Brazil’s Voters Face Some Ugly Choices

(Bloomberg Opinion) -- Brazilian politics is in a bad way. One former president is in jail for corruption; another was thrown out of office. The sitting leader and much of the national legislature are under official scrutiny, and dinosaurs dominate the October elections. The only novelty? An odious strain of ultra-conservatism, whose standard-bearer, former army captain Jair Bolsonaro, waxes nostalgic for men in epaulets.

Quick fixes won’t rescue a damaged democracy, only tough economic and political reforms will. But don’t tell that to the country’s exalted partisans, who want to reset Brazil to some imagined golden era: Say (pick your time warp) circa 1964, when the military took power, or 2002, when Workers’ Party hero Luiz Inacio Lula da Silva was elected to lead Latin America’s pink tide of leftist rule, but also laid the way for the hemisphere’s biggest political corruption scandal and Brazil’s worst recession.

Brazil deserves better. With national elections looming, polarization and distrust run deep, poisoning public debate. Little wonder that as 147 million voters prepare to elect a president, a new congress, governors and local legislators, bad choices abound.

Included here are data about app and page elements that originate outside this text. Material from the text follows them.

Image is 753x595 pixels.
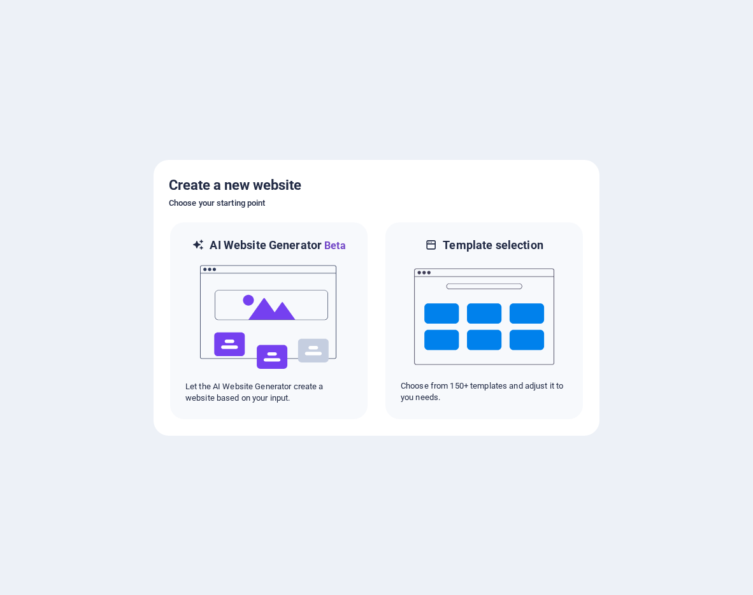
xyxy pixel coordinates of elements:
h5: Create a new website [169,175,584,196]
img: ai [199,254,339,381]
div: Template selectionChoose from 150+ templates and adjust it to you needs. [384,221,584,420]
h6: Choose your starting point [169,196,584,211]
div: AI Website GeneratorBetaaiLet the AI Website Generator create a website based on your input. [169,221,369,420]
h6: AI Website Generator [210,238,345,254]
h6: Template selection [443,238,543,253]
p: Let the AI Website Generator create a website based on your input. [185,381,352,404]
span: Beta [322,240,346,252]
p: Choose from 150+ templates and adjust it to you needs. [401,380,568,403]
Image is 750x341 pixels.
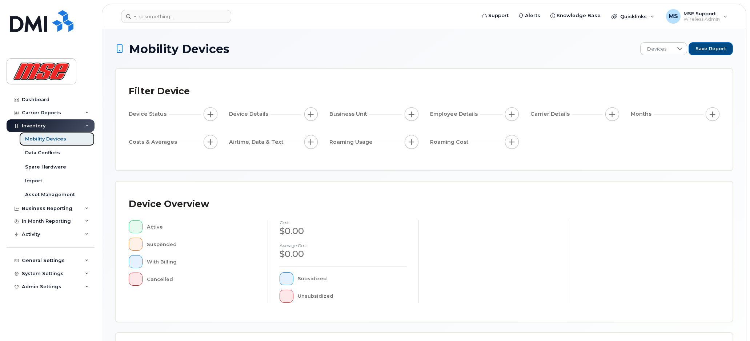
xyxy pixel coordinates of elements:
[129,43,229,55] span: Mobility Devices
[298,289,407,303] div: Unsubsidized
[129,138,179,146] span: Costs & Averages
[129,195,209,213] div: Device Overview
[298,272,407,285] div: Subsidized
[147,272,256,285] div: Cancelled
[280,243,407,248] h4: Average cost
[631,110,654,118] span: Months
[689,42,733,55] button: Save Report
[147,237,256,251] div: Suspended
[280,220,407,225] h4: cost
[280,225,407,237] div: $0.00
[329,138,375,146] span: Roaming Usage
[147,220,256,233] div: Active
[430,110,480,118] span: Employee Details
[430,138,471,146] span: Roaming Cost
[696,45,726,52] span: Save Report
[531,110,572,118] span: Carrier Details
[329,110,369,118] span: Business Unit
[129,110,169,118] span: Device Status
[229,110,271,118] span: Device Details
[229,138,286,146] span: Airtime, Data & Text
[280,248,407,260] div: $0.00
[641,43,673,56] span: Devices
[147,255,256,268] div: With Billing
[129,82,190,101] div: Filter Device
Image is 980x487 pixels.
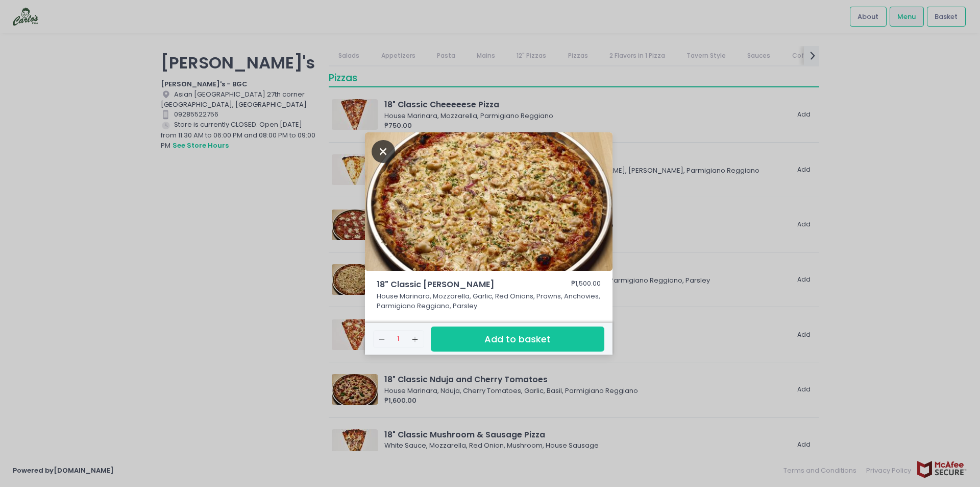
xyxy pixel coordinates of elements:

Consider Brazil’s Lula fixation. Convicted of corruption by a lower court and again on appeal, Lula is not only behind bars but, according to the Clean Slate law, banned from seeking office. He also happens to lead the opinion polls, and so — claiming he’s the victim of rogue justice — has turned his cellblock into campaign headquarters. The electoral court has until Sept. 17 to rule on his candidacy, and loyalists still believe that the Supreme Court will set him free.

Yet this is magical thinking. Indulgent and erratic as they’ve been, Brazilian courts have consistently shown Lula little quarter. Supreme Court chief justice Carmen Lucia recently called the Clean Slate law a milestone, and the incoming Supreme Electoral Court top judge has promised a speedy ruling. Never mind the charges that Lula still faces in five separate graft and bribery trials.

Speculation over his candidacy notwithstanding, politics in Brazil has mostly moved on. Environmentalist Marina Silva and former Ceara state governor Ciro Gomes represent the soft left, while centrists are coalescing behind former Sao Paulo governor Geraldo Alckmin, a career politician with zero charisma but plenty of (admittedly dicey) allies and a formidable campaign machine. Conservatives have found a champion in hard-right populist Bolsonaro, who’s polling a close second. Lula is not so much the “elephant in the room,” as one Brazilian columnist put it, as he is the couch-hogging in-law who overstayed his welcome.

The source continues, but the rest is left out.